Charging motorists for road use is the way forward

This week will see the announcement of the government’s congestion-busting strategy. But far a multi billion programme of major road building, it will focus on relatively small scale measures aimed at tackling the worst blackspots around Britain’s road network.

The plan is that focussing on a relatively small number of roads and junctions will unblock the worst congestion bottlenecks and ensure that traffic runs more smoothly across the country. While the measures will be useful and help some motorists, overall they are too little too late and do not represent the coherent strategy that is desperately needed to tackle congestion. As the government’s own advisers, the Commission for Integrated Transport have pointed out, this idea is fundamentally flawed because the jams will simply move to the next junction and motorists will hardly be any better off.

The approach in the congestion paper is all part of Alastair Darling’s transport strategy which has emerged over the summer. His principal aim is to keep transport – and, indeed, himself – out of the headlines. Since he was appointed in June to replace the Stephen Byers, Darling’s profile has been so low one it has been virtually subterranean. He makes no great promises, few announcements and sticks to a limited agenda set out by the Prime Minister such as trying to improve rail punctuality and trying to tackle the worst sections of road congestion. The contrast with his predecessor, who was always making pronouncements and getting on the front pages, could not be greater.

But ultimately Darling’s ‘put a lid on it strategy’ will not work. With road use continuing to grow every year by one or two percent, the notion of muddling through for a decade or more is just not feasible. The ten year transport plan announced two years ago was supposed to result in a reduction in congestion but all the indicators are pointing the other way. Britain’s roads are getting more jam packed and the voters are getting increasingly fed up with the situation.

The ten year plan was supposed to be a long term solution but in reality it is a mishmash of half-baked ideas with little coherence. For example, it sets out targets for a 50 per cent increase on travel on trains without recognising that many of those extra passengers will require car transport at one or possibly both ends of their journey. The plan’s inadequacies are part of a Labour’s wider failings on transport, an area on which ministers have totally failed to get a grip since winning the 1997 election.

The trouble for Darling is that his efforts will not be enough to keep the growing transport problems out of the media. Sure, he has been lucky since taking office that other events, such as Iraq, have dominated the headlines and nothing much has happened on the transport front, but sometime between now and the general election the issue will again top the political agenda, as it did earlier this year.

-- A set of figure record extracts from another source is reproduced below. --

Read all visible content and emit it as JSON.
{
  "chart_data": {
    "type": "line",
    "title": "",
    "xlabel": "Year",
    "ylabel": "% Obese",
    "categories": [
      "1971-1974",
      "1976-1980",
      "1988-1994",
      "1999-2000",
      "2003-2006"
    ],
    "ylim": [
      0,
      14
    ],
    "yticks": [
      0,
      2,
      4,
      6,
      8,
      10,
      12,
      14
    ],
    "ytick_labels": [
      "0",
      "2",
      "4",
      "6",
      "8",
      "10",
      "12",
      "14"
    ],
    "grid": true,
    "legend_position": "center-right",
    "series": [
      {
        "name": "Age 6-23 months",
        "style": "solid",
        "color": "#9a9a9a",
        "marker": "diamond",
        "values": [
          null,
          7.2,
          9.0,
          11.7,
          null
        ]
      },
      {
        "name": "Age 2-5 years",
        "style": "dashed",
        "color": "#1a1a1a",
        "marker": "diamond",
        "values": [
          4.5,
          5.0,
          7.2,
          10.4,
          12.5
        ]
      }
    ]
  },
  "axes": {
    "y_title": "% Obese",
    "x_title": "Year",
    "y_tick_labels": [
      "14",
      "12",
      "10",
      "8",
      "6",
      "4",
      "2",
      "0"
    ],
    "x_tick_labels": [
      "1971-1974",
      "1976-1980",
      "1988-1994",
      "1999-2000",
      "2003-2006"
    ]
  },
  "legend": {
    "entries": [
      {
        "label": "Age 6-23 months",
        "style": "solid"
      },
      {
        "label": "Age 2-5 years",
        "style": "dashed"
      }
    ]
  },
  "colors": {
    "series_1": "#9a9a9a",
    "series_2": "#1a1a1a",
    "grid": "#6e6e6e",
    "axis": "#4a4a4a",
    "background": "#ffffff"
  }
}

And then Darling’s inaction in office will be exposed.

In fact, privately Darling knows that more radical measures are needed to prevent the gridlock. There are both carrots and sticks available, but they are equally political contentious.

To please motorists, Darling could speed up investment on the roads with schemes already on the stocks such as widening existing sections of motorway and new sections of dual carriageway on major trunk routes. However, that would not only anger the environmentalists, who saw off the Conservatives’ great roadbuilding plans in the 1990s, but the Treasury has become increasingly dubious about the value of such schemes.

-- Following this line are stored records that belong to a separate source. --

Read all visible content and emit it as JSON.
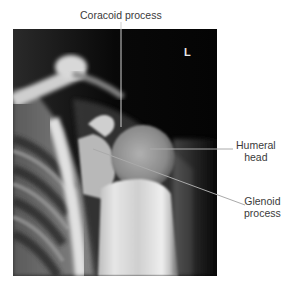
{
  "figure": {
    "type": "radiograph",
    "region": "shoulder",
    "side_marker": "L",
    "labels": {
      "coracoid": "Coracoid process",
      "humeral_head_line1": "Humeral",
      "humeral_head_line2": "head",
      "glenoid_line1": "Glenoid",
      "glenoid_line2": "process"
    }
  }
}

The main stick is road tolling on motorways and trunk roads, as well as in towns and cities. Privately, Darling would like to see charging implemented widely but ever since the fuel protestors demonstrations in 2000, ministers have been terrified of angering the powerful motorists’ lobby.

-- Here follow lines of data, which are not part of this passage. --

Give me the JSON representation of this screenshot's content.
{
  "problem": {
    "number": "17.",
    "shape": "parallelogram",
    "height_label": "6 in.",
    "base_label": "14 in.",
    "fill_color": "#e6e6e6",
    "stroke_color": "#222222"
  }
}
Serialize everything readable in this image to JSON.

In fact, all eyes are on London where the first major congestion charging scheme in the country received the go ahead on Friday from London Mayor Ken Livingstone. It will to start on February 17 next year and will mean that motorists driving into the centre of the capital during the day will have to pay £5.

Although the Labour government created the legislation to allow congestion charging, ministers have shied away from encouraging councils to introduce it, fearing the reaction from motorists. Now Darling has to bite the bullet, arguing that it is the only long term solution to solve Britain’s growing congestion crisis. Officially, the government has said that road tolling will not start until after the end of the ten year plan in 2010 but growing congestion on the roads may well force Darling to look at the idea sooner, especially if Livingstone’s scheme is implemented relatively smoothly.

This does not necessarily mean motorists will pay higher taxes. The revenue could either be offset with lower fuel prices and the abolition of the Road Fund Licence, or it could be used to finance alternatives, such as the major high speed rail link between London and the North proposed by the Strategic Rail Authority. Either way, it could be presented as a rational long term solution to a problem that affects more and more people every day, something that has been conspicuously absence since Labour took power be said of Labour’s five years ago.